There is no separate eTIMS deadline that singles out event planners. The practical answer is that you should already be issuing compliant invoices, because the cost of not doing so, in penalties and lost deductible expenses, grows the longer you wait. Confirm the current deadlines and penalty amounts with KRA, as they change.
What a event planner needs to be eTIMS-ready:
- An active KRA PIN and the correct tax registration for your turnover
- Every product or service mapped to its correct tax treatment
- A reliable way to capture the buyer KRA PIN for business customers
- A compliant system that issues invoices, works offline, and reconciles M-Pesa, so compliance happens as you trade
Record-keeping is the other half of the job.
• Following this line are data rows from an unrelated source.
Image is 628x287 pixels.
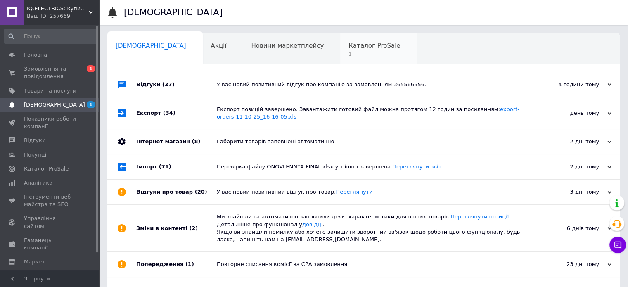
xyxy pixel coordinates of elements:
[24,179,52,187] span: Аналітика
[87,101,95,108] span: 1
[349,42,400,50] span: Каталог ProSale
[217,106,529,121] div: Експорт позицій завершено. Завантажити готовий файл можна протягом 12 годин за посиланням:
[251,42,324,50] span: Новини маркетплейсу
[136,129,217,154] div: Інтернет магазин
[192,138,200,145] span: (8)
[529,261,612,268] div: 23 дні тому
[217,261,529,268] div: Повторне списання комісії за СРА замовлення
[162,81,175,88] span: (37)
[349,51,400,57] span: 1
[27,5,89,12] span: IQ.ELECTRICS: купити електрику оптом
[336,189,373,195] a: Переглянути
[185,261,194,267] span: (1)
[610,237,626,253] button: Чат з покупцем
[24,51,47,59] span: Головна
[217,138,529,145] div: Габарити товарів заповнені автоматично
[302,221,323,228] a: довідці
[116,42,186,50] span: [DEMOGRAPHIC_DATA]
[136,154,217,179] div: Імпорт
[24,101,85,109] span: [DEMOGRAPHIC_DATA]
[195,189,207,195] span: (20)
[217,213,529,243] div: Ми знайшли та автоматично заповнили деякі характеристики для ваших товарів. . Детальніше про функ...
[124,7,223,17] h1: [DEMOGRAPHIC_DATA]
[136,97,217,129] div: Експорт
[4,29,97,44] input: Пошук
[24,215,76,230] span: Управління сайтом
[136,205,217,252] div: Зміни в контенті
[217,163,529,171] div: Перевірка файлу ONOVLENNYA-FINAL.xlsx успішно завершена.
[451,214,509,220] a: Переглянути позиції
[217,106,520,120] a: export-orders-11-10-25_16-16-05.xls
[159,164,171,170] span: (71)
[24,165,69,173] span: Каталог ProSale
[189,225,198,231] span: (2)
[24,258,45,266] span: Маркет
[27,12,99,20] div: Ваш ID: 257669
[136,252,217,277] div: Попередження
[24,151,46,159] span: Покупці
[24,65,76,80] span: Замовлення та повідомлення
[24,87,76,95] span: Товари та послуги
[529,138,612,145] div: 2 дні тому
[136,72,217,97] div: Відгуки
[217,188,529,196] div: У вас новий позитивний відгук про товар.
[24,237,76,252] span: Гаманець компанії
[24,115,76,130] span: Показники роботи компанії
[217,81,529,88] div: У вас новий позитивний відгук про компанію за замовленням 365566556.
[529,163,612,171] div: 2 дні тому
[24,193,76,208] span: Інструменти веб-майстра та SEO
[87,65,95,72] span: 1
[211,42,227,50] span: Акції
[529,188,612,196] div: 3 дні тому
[529,225,612,232] div: 6 днів тому
[529,81,612,88] div: 4 години тому
[136,180,217,204] div: Відгуки про товар
[163,110,176,116] span: (34)
[24,137,45,144] span: Відгуки
[392,164,442,170] a: Переглянути звіт
[529,109,612,117] div: день тому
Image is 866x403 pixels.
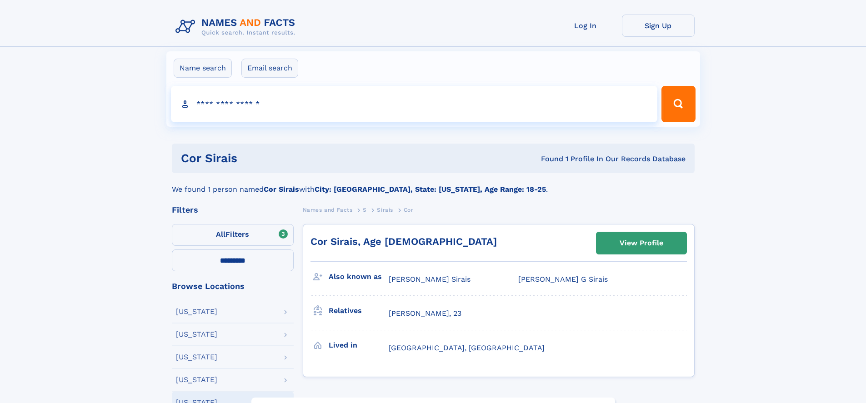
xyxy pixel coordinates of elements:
[264,185,299,194] b: Cor Sirais
[363,204,367,215] a: S
[310,236,497,247] a: Cor Sirais, Age [DEMOGRAPHIC_DATA]
[172,282,294,290] div: Browse Locations
[176,308,217,315] div: [US_STATE]
[314,185,546,194] b: City: [GEOGRAPHIC_DATA], State: [US_STATE], Age Range: 18-25
[329,338,388,353] h3: Lived in
[549,15,622,37] a: Log In
[329,303,388,319] h3: Relatives
[661,86,695,122] button: Search Button
[241,59,298,78] label: Email search
[172,15,303,39] img: Logo Names and Facts
[176,353,217,361] div: [US_STATE]
[172,224,294,246] label: Filters
[388,343,544,352] span: [GEOGRAPHIC_DATA], [GEOGRAPHIC_DATA]
[619,233,663,254] div: View Profile
[216,230,225,239] span: All
[518,275,607,284] span: [PERSON_NAME] G Sirais
[363,207,367,213] span: S
[622,15,694,37] a: Sign Up
[176,331,217,338] div: [US_STATE]
[377,204,393,215] a: Sirais
[172,206,294,214] div: Filters
[388,309,461,319] a: [PERSON_NAME], 23
[176,376,217,383] div: [US_STATE]
[171,86,657,122] input: search input
[303,204,353,215] a: Names and Facts
[174,59,232,78] label: Name search
[181,153,389,164] h1: Cor Sirais
[389,154,685,164] div: Found 1 Profile In Our Records Database
[596,232,686,254] a: View Profile
[388,275,470,284] span: [PERSON_NAME] Sirais
[172,173,694,195] div: We found 1 person named with .
[329,269,388,284] h3: Also known as
[403,207,413,213] span: Cor
[377,207,393,213] span: Sirais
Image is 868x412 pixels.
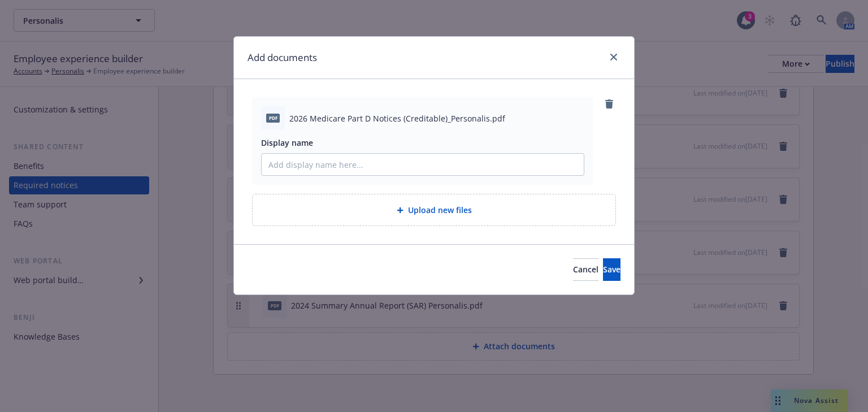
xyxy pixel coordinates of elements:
[409,204,472,216] span: Upload new files
[290,112,506,124] span: 2026 Medicare Part D Notices (Creditable)_Personalis.pdf
[261,138,313,148] span: Display name
[603,264,621,274] span: Save
[252,193,616,226] div: Upload new files
[607,50,621,64] a: close
[247,50,317,65] h1: Add documents
[603,258,621,281] button: Save
[266,113,280,122] span: pdf
[573,258,598,281] button: Cancel
[603,97,616,110] a: remove
[573,264,598,274] span: Cancel
[261,154,584,175] input: Add display name here...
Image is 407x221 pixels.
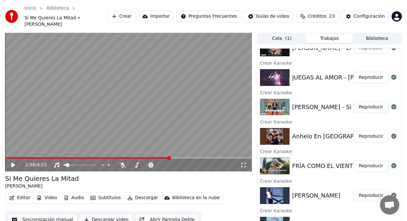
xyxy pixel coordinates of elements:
button: Biblioteca [353,34,401,43]
button: Configuración [342,11,389,22]
div: Crear Karaoke [257,88,401,96]
span: ( 1 ) [285,35,291,42]
div: JUEGAS AL AMOR - [PERSON_NAME] [292,73,396,82]
span: 2:56 [25,162,35,168]
button: Reproducir [353,101,389,113]
button: Reproducir [353,160,389,172]
div: [PERSON_NAME] [292,191,340,200]
button: Subtítulos [88,193,123,202]
div: [PERSON_NAME] - Si Te Enamoro [292,103,387,112]
a: Biblioteca [47,5,69,12]
span: 4:25 [37,162,47,168]
button: Trabajos [306,34,353,43]
div: Anhelo En [GEOGRAPHIC_DATA] [292,132,384,141]
button: Editar [7,193,33,202]
nav: breadcrumb [24,5,107,28]
div: Si Me Quieres La Mitad [5,174,79,183]
span: 23 [329,13,335,20]
button: Audio [61,193,87,202]
div: Crear Karaoke [257,177,401,185]
div: Crear Karaoke [257,147,401,155]
button: Video [34,193,60,202]
div: Chat abierto [380,195,399,215]
div: Crear Karaoke [257,207,401,214]
button: Guías de video [244,11,293,22]
div: [PERSON_NAME] [5,183,79,189]
button: Importar [138,11,174,22]
div: Crear Karaoke [257,118,401,125]
div: / [25,162,41,168]
img: youka [5,10,18,23]
div: Biblioteca en la nube [172,195,220,201]
div: Configuración [354,13,385,20]
button: Descargar [125,193,161,202]
span: Créditos [308,13,326,20]
button: Preguntas Frecuentes [177,11,241,22]
span: Si Me Quieres La Mitad • [PERSON_NAME] [24,15,107,28]
button: Reproducir [353,190,389,201]
button: Reproducir [353,72,389,83]
button: Créditos23 [296,11,339,22]
button: Cola [258,34,306,43]
div: Crear Karaoke [257,59,401,67]
a: Inicio [24,5,36,12]
button: Reproducir [353,131,389,142]
button: Crear [107,11,136,22]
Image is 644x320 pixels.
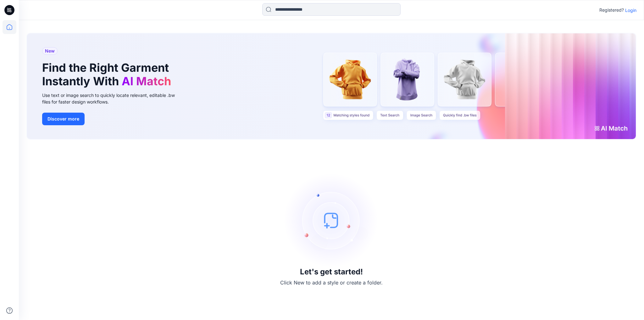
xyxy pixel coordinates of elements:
h1: Find the Right Garment Instantly With [42,61,175,88]
p: Registered? [600,6,624,14]
p: Login [625,7,637,14]
button: Discover more [42,112,84,125]
span: New [45,47,55,55]
div: Use text or image search to quickly locate relevant, editable .bw files for faster design workflows. [42,92,184,105]
p: Click New to add a style or create a folder. [280,279,383,286]
span: AI Match [122,74,171,88]
img: empty-state-image.svg [284,173,379,268]
h3: Let's get started! [300,268,363,276]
Beyond issuing invoices, a event planner should keep its eTIMS records, and the supplier invoices behind its own purchases, organised and reconciled. KRA can review records going back several years, so the goal is a system where every sale and purchase is already captured and searchable rather than reconstructed from receipts in a drawer. That is the difference between a quick review and a stressful one.
For event planners, eTIMS is not extra admin if the system does it for you on every sale.
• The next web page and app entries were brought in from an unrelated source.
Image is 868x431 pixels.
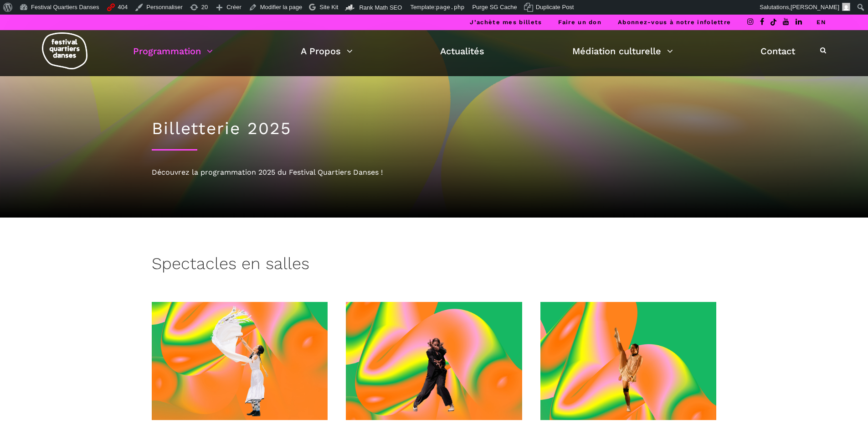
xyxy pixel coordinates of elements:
img: logo-fqd-med [42,32,87,69]
a: Médiation culturelle [573,43,673,59]
span: Rank Math SEO [359,4,402,11]
h1: Billetterie 2025 [151,119,717,139]
a: Abonnez-vous à notre infolettre [618,19,731,25]
a: Actualités [441,43,484,59]
a: A Propos [301,43,352,59]
span: Site Kit [320,3,338,10]
a: Programmation [133,43,213,59]
a: Contact [760,43,796,59]
a: J’achète mes billets [470,19,542,25]
a: EN [817,19,827,25]
div: Découvrez la programmation 2025 du Festival Quartiers Danses ! [151,167,717,178]
span: [PERSON_NAME] [791,3,839,10]
h3: Spectacles en salles [151,254,310,277]
a: Faire un don [558,19,601,25]
span: page.php [437,3,465,10]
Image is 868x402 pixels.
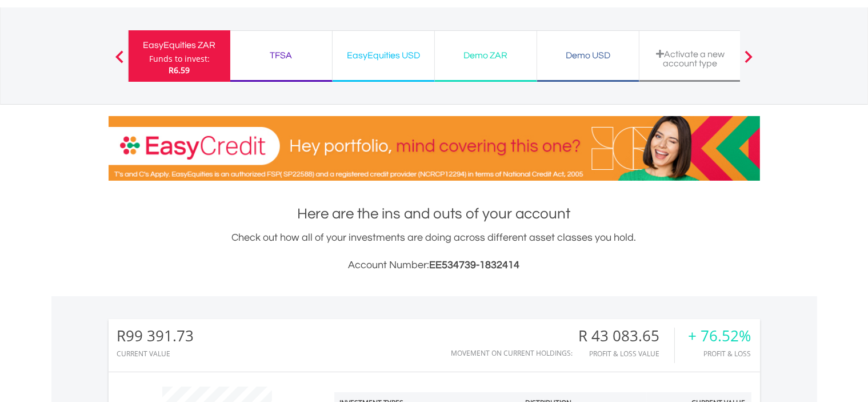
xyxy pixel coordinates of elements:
div: Profit & Loss Value [579,350,674,357]
div: CURRENT VALUE [117,350,194,357]
div: R99 391.73 [117,328,194,344]
div: Check out how all of your investments are doing across different asset classes you hold. [109,230,760,274]
div: Funds to invest: [149,53,210,65]
img: EasyCredit Promotion Banner [109,116,760,181]
div: EasyEquities ZAR [136,37,224,53]
h1: Here are the ins and outs of your account [109,204,760,225]
div: Movement on Current Holdings: [452,349,573,357]
div: Activate a new account type [647,49,734,68]
span: EE534739-1832414 [430,259,520,270]
div: + 76.52% [689,328,752,344]
div: Demo USD [544,48,632,64]
div: Demo ZAR [442,48,530,64]
div: EasyEquities USD [339,48,427,64]
div: Profit & Loss [689,350,752,357]
div: TFSA [237,48,325,64]
div: R 43 083.65 [579,328,674,344]
h3: Account Number: [109,258,760,274]
span: R6.59 [169,65,189,75]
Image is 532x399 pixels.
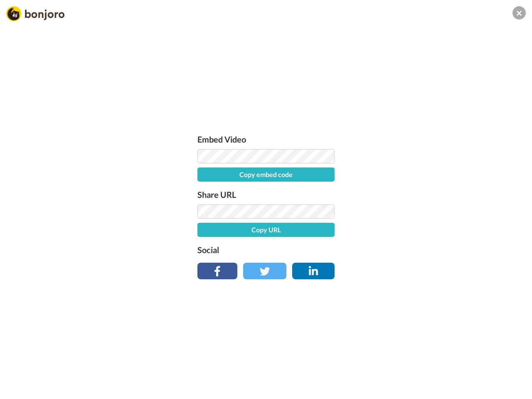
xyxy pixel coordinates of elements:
[198,168,334,182] button: Copy embed code
[198,188,334,201] label: Share URL
[198,223,334,237] button: Copy URL
[198,133,334,146] label: Embed Video
[6,6,64,21] img: Bonjoro Logo
[198,243,334,256] label: Social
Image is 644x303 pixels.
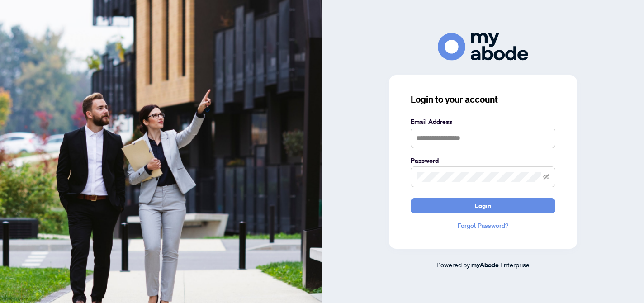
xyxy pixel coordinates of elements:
span: eye-invisible [543,173,550,180]
img: ma-logo [438,33,528,60]
a: myAbode [471,260,499,270]
span: Powered by [436,261,470,269]
label: Password [411,156,556,165]
button: Login [411,198,556,213]
label: Email Address [411,117,556,127]
span: Enterprise [500,261,530,269]
a: Forgot Password? [411,221,556,231]
span: Login [475,199,491,213]
h3: Login to your account [411,93,556,106]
How event planners get eTIMS-ready
A practical path for a event planner in Kenya. Work through it in order.
- 1
Confirm the planner KRA PIN and VAT status
Ensure an active KRA PIN and register for VAT if above the threshold, since planning and coordination services are standard-rated.
- 2
Separate the fee from vendor costs
Set up billing so the planning fee is recorded distinctly from pass-through venue, catering and vendor costs.
- 3
Record deposits and milestones
Set bookings so the deposit and each milestone issues its own compliant eTIMS invoice.
- 4
Capture corporate-client PINs
For corporate events, capture the company KRA PIN so the invoice supports their claim.
- 5
Reconcile across clients and vendors
Tie client payments and vendor settlements to each event so the books reconcile.
- 6
Keep records reconciled and file
Maintain reconciled eTIMS records so filing summarises data you already hold.
- 7
Train whoever rings up a sale
Compliance only holds if the people taking payment use the system every time. Show staff how to issue a compliant invoice, when to capture a buyer PIN, and how to handle refunds with a credit note, so no sale at your event planner slips outside eTIMS.
- 8
Keep records reconciled, then file from real data
Reconcile sales against M-Pesa, cash and bank as you go, so at filing time your return is a summary of records you already hold rather than a month-end reconstruction. This is where a event planner saves the most time and avoids errors.
- 9
Confirm the current rules with KRA
Rates, thresholds, exemptions and deadlines change. Before relying on a specific figure, confirm the current position for your event planner at kra.go.ke or with your tax adviser, so your invoices stay correct as the rules move.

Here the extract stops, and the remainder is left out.